NDI today condemned the government-backed violence that occurred in the wake of citizen protests in Tripoli, Benghazi and elsewhere, and joined international calls for the immediate cessation of attacks against Libyans who are exercising their right to peaceful assembly.
After several months of controversy and delays in the certification of election results, 249 members have now taken their seats in Afghanistan’s Wolesi Jirga or lower house of parliament. Among them are Farida Hamidi and Frishta Amini, two women who make up the entire delegation from Nimroz province in the far southwest corner of the country.
In recent weeks political developments in the Middle East and North Africa have dominated headlines and airwaves. NDI staff and board members have offered their analysis of the situation to both online and broadcast outlets from the PBS NewsHour to ForeignPolicy.com to CNN. Here are some highlights of the coverage.
Despite their 20 percent share of the population, Mayan women in Guatemala have limited political and economic power. They have the country’s highest rates of poverty and illiteracy, and, according to an NDI-supported study, are far less likely to vote than any other sector of the population. Only four of 158 deputies in Congress are Mayan women and only one of 333 mayors.
Project 2011 Swift Count (PSC), a coalition of four Nigerian civil society groups from across the country, has released two preliminaryreports on voter registration based on reports from approximately 1,000 observers who were deployed across all of Nigeria's 774 local government areas.
NDI President Kenneth Wollack outlined ways the international community can provide moral support and practical assistance to political and civic leaders, media and ordinary citizens in the aftermath of the brutal crackdown by government forces in Belarus following failed elections Dec. 19.
Wollack spoke at a Jan. 27 hearing before the Senate Foreign Relations Subcommittee on European Affairs.
Over the course of 20 years, Albania has made great steps in its democratic transition. Since 1991, NDI and the International Republican Institute (IRI) have been proud to support Albanian political parties, civic groups and citizens as they seek to build a political system of fairness, inclusion and transparency.
In Colombia, as in many countries in Latin America, municipal councilors generally receive little training in the skills they need to represent their constituents effectively. This is especially true for small and poor municipalities in post-conflict regions or those with large Afro-Colombian or indigenous populations.
“The tools of the trade must be learned on the job,” said Yamil Quinto of Istmina, a municipal council member from the city of Istmina in the primarily Afro-Colombian department of Chocó. (Colombian departments are the equivalent of states.)
Thirty-six political parties and two independent candidates in Niger have signed a code of conduct that encourages parties and their supporters to campaign honestly and respect the outcome of Jan. 31 presidential and legislative elections. The polls will mark a return to democratic rule following last February's coup d’état that removed autocratic President Mamadou Tandja from office. NDI worked initially with 16 parties to draft the code, based on examples used successfully in other countries.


**WHAT THIS TASK INVOLVES**
Each record should be given back exactly, with none missing.

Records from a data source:
◆ ◆ ◆ ◆

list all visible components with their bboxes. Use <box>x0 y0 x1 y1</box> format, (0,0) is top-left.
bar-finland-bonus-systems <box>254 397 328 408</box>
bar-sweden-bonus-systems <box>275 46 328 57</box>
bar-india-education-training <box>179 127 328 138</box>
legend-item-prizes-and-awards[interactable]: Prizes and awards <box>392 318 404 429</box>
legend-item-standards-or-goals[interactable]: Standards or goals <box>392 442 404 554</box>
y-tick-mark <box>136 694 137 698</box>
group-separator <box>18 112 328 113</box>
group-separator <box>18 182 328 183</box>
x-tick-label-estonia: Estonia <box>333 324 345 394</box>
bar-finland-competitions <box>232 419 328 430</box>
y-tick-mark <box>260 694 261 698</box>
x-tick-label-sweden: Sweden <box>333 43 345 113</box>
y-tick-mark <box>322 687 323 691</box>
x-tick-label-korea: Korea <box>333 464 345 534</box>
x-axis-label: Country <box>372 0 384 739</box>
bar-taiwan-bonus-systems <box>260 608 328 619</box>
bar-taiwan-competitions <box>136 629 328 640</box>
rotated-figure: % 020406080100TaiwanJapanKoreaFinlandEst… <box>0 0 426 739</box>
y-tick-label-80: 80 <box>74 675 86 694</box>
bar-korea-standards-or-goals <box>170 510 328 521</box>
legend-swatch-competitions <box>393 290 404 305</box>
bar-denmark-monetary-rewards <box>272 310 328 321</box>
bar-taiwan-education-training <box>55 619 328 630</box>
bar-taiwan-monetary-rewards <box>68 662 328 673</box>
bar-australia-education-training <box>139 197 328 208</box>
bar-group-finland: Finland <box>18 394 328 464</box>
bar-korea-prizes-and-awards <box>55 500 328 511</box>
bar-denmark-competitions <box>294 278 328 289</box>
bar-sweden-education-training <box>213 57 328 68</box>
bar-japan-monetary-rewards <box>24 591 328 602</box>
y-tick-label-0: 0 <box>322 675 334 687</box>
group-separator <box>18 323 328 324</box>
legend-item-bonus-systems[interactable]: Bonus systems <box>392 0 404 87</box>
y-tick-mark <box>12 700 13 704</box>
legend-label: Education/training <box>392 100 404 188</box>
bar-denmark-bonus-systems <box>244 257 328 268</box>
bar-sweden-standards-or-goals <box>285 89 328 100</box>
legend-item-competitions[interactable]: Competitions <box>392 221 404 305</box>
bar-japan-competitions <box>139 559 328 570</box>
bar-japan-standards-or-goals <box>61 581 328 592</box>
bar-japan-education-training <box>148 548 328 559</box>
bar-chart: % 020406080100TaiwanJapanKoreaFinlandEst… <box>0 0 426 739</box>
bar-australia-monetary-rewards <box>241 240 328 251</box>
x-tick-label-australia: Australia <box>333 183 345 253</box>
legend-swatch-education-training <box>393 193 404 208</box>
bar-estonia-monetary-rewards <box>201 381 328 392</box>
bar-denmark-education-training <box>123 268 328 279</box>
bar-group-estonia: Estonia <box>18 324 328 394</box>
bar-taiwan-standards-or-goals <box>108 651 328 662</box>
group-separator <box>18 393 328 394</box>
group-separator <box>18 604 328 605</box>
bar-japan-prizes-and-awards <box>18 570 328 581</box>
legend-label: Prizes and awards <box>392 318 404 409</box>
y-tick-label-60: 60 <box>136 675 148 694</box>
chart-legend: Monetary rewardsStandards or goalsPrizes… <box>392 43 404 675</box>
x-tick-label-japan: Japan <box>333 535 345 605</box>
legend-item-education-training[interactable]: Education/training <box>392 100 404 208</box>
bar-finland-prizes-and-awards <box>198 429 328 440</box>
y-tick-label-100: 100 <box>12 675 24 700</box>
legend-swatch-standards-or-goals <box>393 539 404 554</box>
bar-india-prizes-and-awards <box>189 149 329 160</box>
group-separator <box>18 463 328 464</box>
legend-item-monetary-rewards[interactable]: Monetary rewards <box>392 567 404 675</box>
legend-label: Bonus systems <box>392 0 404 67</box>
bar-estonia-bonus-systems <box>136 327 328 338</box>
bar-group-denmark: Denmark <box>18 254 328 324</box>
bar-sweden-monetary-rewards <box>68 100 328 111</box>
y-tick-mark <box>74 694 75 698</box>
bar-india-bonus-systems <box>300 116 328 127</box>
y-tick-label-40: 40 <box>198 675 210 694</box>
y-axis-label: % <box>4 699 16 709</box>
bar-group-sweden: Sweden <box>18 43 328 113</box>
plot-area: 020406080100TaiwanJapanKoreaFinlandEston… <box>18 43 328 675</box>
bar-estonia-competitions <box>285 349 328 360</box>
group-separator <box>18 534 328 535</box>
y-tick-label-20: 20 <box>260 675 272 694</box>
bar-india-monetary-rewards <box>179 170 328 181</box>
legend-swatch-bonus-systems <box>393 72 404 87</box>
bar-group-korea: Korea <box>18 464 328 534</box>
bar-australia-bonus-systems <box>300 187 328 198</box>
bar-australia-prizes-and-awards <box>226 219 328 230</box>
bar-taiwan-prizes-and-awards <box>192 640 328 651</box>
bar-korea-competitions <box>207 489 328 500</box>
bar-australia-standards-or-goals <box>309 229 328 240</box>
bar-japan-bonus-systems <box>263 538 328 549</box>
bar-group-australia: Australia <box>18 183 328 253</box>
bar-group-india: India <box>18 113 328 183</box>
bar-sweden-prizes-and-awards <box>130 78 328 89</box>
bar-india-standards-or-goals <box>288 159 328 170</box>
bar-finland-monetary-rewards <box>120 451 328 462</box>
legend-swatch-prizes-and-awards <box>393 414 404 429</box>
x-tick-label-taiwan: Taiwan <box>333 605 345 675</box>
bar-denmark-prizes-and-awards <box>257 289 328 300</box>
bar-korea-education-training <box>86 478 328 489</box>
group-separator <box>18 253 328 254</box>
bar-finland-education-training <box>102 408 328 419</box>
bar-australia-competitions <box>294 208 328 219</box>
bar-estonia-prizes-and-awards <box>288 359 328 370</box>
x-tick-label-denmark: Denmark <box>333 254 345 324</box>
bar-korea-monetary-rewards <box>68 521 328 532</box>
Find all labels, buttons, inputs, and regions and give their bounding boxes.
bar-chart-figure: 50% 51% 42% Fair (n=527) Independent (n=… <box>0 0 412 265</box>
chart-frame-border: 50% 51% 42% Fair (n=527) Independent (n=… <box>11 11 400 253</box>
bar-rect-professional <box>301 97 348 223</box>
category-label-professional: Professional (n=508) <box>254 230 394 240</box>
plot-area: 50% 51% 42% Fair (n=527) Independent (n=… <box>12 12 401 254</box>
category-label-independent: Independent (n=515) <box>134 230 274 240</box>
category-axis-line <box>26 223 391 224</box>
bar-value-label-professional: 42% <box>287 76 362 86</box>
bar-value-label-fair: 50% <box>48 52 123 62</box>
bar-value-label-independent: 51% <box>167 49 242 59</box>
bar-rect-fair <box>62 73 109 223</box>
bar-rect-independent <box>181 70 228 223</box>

◆ ◆ ◆ ◆

**TASK OUTPUT**
list all visible components with their bboxes. Use <box>x0 y0 x1 y1</box> format, (0,0) is top-left.
bar-finland-bonus-systems <box>254 397 328 408</box>
bar-sweden-bonus-systems <box>275 46 328 57</box>
bar-india-education-training <box>179 127 328 138</box>
legend-item-prizes-and-awards[interactable]: Prizes and awards <box>392 318 404 429</box>
legend-item-standards-or-goals[interactable]: Standards or goals <box>392 442 404 554</box>
y-tick-mark <box>136 694 137 698</box>
group-separator <box>18 112 328 113</box>
group-separator <box>18 182 328 183</box>
x-tick-label-estonia: Estonia <box>333 324 345 394</box>
bar-finland-competitions <box>232 419 328 430</box>
y-tick-mark <box>260 694 261 698</box>
x-tick-label-sweden: Sweden <box>333 43 345 113</box>
y-tick-mark <box>322 687 323 691</box>
x-tick-label-korea: Korea <box>333 464 345 534</box>
x-axis-label: Country <box>372 0 384 739</box>
bar-taiwan-bonus-systems <box>260 608 328 619</box>
bar-taiwan-competitions <box>136 629 328 640</box>
rotated-figure: % 020406080100TaiwanJapanKoreaFinlandEst… <box>0 0 426 739</box>
y-tick-label-80: 80 <box>74 675 86 694</box>
bar-korea-standards-or-goals <box>170 510 328 521</box>
legend-swatch-competitions <box>393 290 404 305</box>
bar-denmark-monetary-rewards <box>272 310 328 321</box>
bar-taiwan-education-training <box>55 619 328 630</box>
bar-taiwan-monetary-rewards <box>68 662 328 673</box>
bar-australia-education-training <box>139 197 328 208</box>
bar-group-finland: Finland <box>18 394 328 464</box>
bar-korea-prizes-and-awards <box>55 500 328 511</box>
bar-denmark-competitions <box>294 278 328 289</box>
bar-sweden-education-training <box>213 57 328 68</box>
bar-japan-monetary-rewards <box>24 591 328 602</box>
y-tick-label-0: 0 <box>322 675 334 687</box>
group-separator <box>18 323 328 324</box>
legend-item-bonus-systems[interactable]: Bonus systems <box>392 0 404 87</box>
y-tick-mark <box>12 700 13 704</box>
legend-label: Education/training <box>392 100 404 188</box>
bar-denmark-bonus-systems <box>244 257 328 268</box>
bar-sweden-standards-or-goals <box>285 89 328 100</box>
legend-item-competitions[interactable]: Competitions <box>392 221 404 305</box>
bar-japan-competitions <box>139 559 328 570</box>
bar-japan-standards-or-goals <box>61 581 328 592</box>
bar-japan-education-training <box>148 548 328 559</box>
bar-chart: % 020406080100TaiwanJapanKoreaFinlandEst… <box>0 0 426 739</box>
bar-australia-monetary-rewards <box>241 240 328 251</box>
x-tick-label-australia: Australia <box>333 183 345 253</box>
legend-swatch-education-training <box>393 193 404 208</box>
bar-estonia-monetary-rewards <box>201 381 328 392</box>
bar-denmark-education-training <box>123 268 328 279</box>
bar-group-estonia: Estonia <box>18 324 328 394</box>
bar-taiwan-standards-or-goals <box>108 651 328 662</box>
group-separator <box>18 393 328 394</box>
group-separator <box>18 604 328 605</box>
bar-japan-prizes-and-awards <box>18 570 328 581</box>
legend-label: Prizes and awards <box>392 318 404 409</box>
y-tick-label-60: 60 <box>136 675 148 694</box>
chart-legend: Monetary rewardsStandards or goalsPrizes… <box>392 43 404 675</box>
x-tick-label-japan: Japan <box>333 535 345 605</box>
legend-item-education-training[interactable]: Education/training <box>392 100 404 208</box>
bar-finland-prizes-and-awards <box>198 429 328 440</box>
y-tick-label-100: 100 <box>12 675 24 700</box>
legend-swatch-standards-or-goals <box>393 539 404 554</box>
bar-india-prizes-and-awards <box>189 149 329 160</box>
group-separator <box>18 463 328 464</box>
legend-item-monetary-rewards[interactable]: Monetary rewards <box>392 567 404 675</box>
legend-label: Bonus systems <box>392 0 404 67</box>
bar-estonia-bonus-systems <box>136 327 328 338</box>
bar-group-denmark: Denmark <box>18 254 328 324</box>
bar-sweden-monetary-rewards <box>68 100 328 111</box>
y-tick-mark <box>74 694 75 698</box>
bar-india-bonus-systems <box>300 116 328 127</box>
y-tick-label-40: 40 <box>198 675 210 694</box>
y-axis-label: % <box>4 699 16 709</box>
bar-group-sweden: Sweden <box>18 43 328 113</box>
plot-area: 020406080100TaiwanJapanKoreaFinlandEston… <box>18 43 328 675</box>
bar-estonia-competitions <box>285 349 328 360</box>
group-separator <box>18 534 328 535</box>
y-tick-label-20: 20 <box>260 675 272 694</box>
bar-india-monetary-rewards <box>179 170 328 181</box>
legend-swatch-bonus-systems <box>393 72 404 87</box>
bar-group-korea: Korea <box>18 464 328 534</box>
bar-australia-bonus-systems <box>300 187 328 198</box>
bar-australia-prizes-and-awards <box>226 219 328 230</box>
bar-taiwan-prizes-and-awards <box>192 640 328 651</box>
bar-korea-competitions <box>207 489 328 500</box>
bar-australia-standards-or-goals <box>309 229 328 240</box>
bar-japan-bonus-systems <box>263 538 328 549</box>
bar-group-australia: Australia <box>18 183 328 253</box>
bar-group-india: India <box>18 113 328 183</box>
bar-sweden-prizes-and-awards <box>130 78 328 89</box>
bar-india-standards-or-goals <box>288 159 328 170</box>
bar-finland-monetary-rewards <box>120 451 328 462</box>
legend-swatch-prizes-and-awards <box>393 414 404 429</box>
x-tick-label-taiwan: Taiwan <box>333 605 345 675</box>
bar-denmark-prizes-and-awards <box>257 289 328 300</box>
bar-korea-education-training <box>86 478 328 489</box>
group-separator <box>18 253 328 254</box>
bar-finland-education-training <box>102 408 328 419</box>
bar-australia-competitions <box>294 208 328 219</box>
bar-estonia-prizes-and-awards <box>288 359 328 370</box>
x-tick-label-denmark: Denmark <box>333 254 345 324</box>
bar-korea-monetary-rewards <box>68 521 328 532</box>
Find all labels, buttons, inputs, and regions and give their bounding boxes.
bar-chart-figure: 50% 51% 42% Fair (n=527) Independent (n=… <box>0 0 412 265</box>
chart-frame-border: 50% 51% 42% Fair (n=527) Independent (n=… <box>11 11 400 253</box>
bar-rect-professional <box>301 97 348 223</box>
category-label-professional: Professional (n=508) <box>254 230 394 240</box>
plot-area: 50% 51% 42% Fair (n=527) Independent (n=… <box>12 12 401 254</box>
category-label-independent: Independent (n=515) <box>134 230 274 240</box>
category-axis-line <box>26 223 391 224</box>
bar-value-label-professional: 42% <box>287 76 362 86</box>
bar-value-label-fair: 50% <box>48 52 123 62</box>
bar-value-label-independent: 51% <box>167 49 242 59</box>
bar-rect-fair <box>62 73 109 223</box>
bar-rect-independent <box>181 70 228 223</box>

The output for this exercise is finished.